Hooking Up, As Seen By Those on the Bench…

It’s Saturday night.

Down in San Antonio, T and M are celebrating their wedding. Eight hundred friends, family members and parents’ friends gather at M’s parents’ home to congratulate them on their nuptials. There is the usual Texas fair of beer, Bar-B-Que, the grand march, and more beer.

Late that night, T and M will retire to the Havana Hotel on the Riverwalk. They will drink a bottle of Champaign and toast to a life filled with endless promises. Afterwards, they will lay in the dark under blankets whispering plans of children, careers, and old age.

As T and M consummate their marriage, other attendees of the wedding will be engaged in the same act. Some of the participants will be married couples caught up in memories of their own wedding day, while others will have only met that night and be friends of the bride or groom.

In Austin, C and V experience sticky pre-teen petting. In bedrooms and backyards ducking parent’s watchful eyes, C and V will engage hormones that had lay dormant for twelve years.

In Los Angeles, N and B put their best foot forward and parent’s credit card on the line as they enter another swanky bar filled with actor and actresses.
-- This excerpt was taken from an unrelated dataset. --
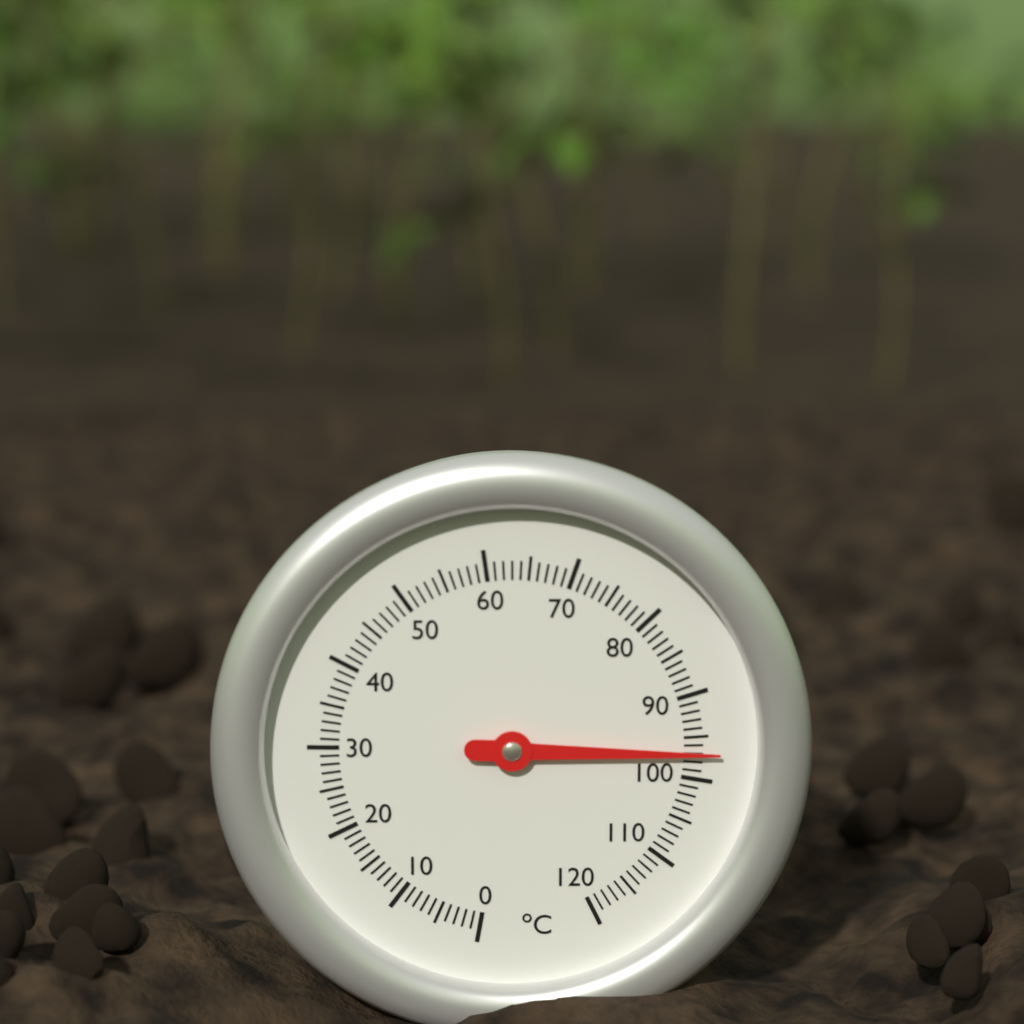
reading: 97 °C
Like the others, N and B talk about scripts yet to be written, movies yet to be directed and the break that could change their whole lives. They do this with hands intertwined and smiles of satisfaction.

The majority of these couplings would never meet one another. In fact, they could go their entire lives and never once see each other. Except for me, I keep bringing them together. I am the one degree of separation that binds these groups to one another. T is a life long friend. C is a cousin. N is a college roommate.

What am I doing this Saturday night? I am not at the wedding, with family, on vacation in LA or even being the third wheel back home. Instead, I am staying at Barnes-Jewish Hospital.

Oddly enough, I am not too disappointed that I am not at the wedding of the year or anything else. I am somewhat content: content in the fact that whatever is causing my most recent heart problems are not serious. At least that is what this round of doctors is telling me; there is always a new group of specialist their fellows and the lower bootlicking residents tomorrow.

Being a congenital heart patient, I’ve grown to expect to miss some things in life, and by twenty-seven, it should be that way. So from athletics in grade school to now, I have grown to know how to sit on the bench of life.

As multiple friends enjoy relationships, F hears a friend’s band, D checks out the newest bar in the Lou, K travels through Europe and S visits her father, and I eat my hospital Jell-O. This is my life.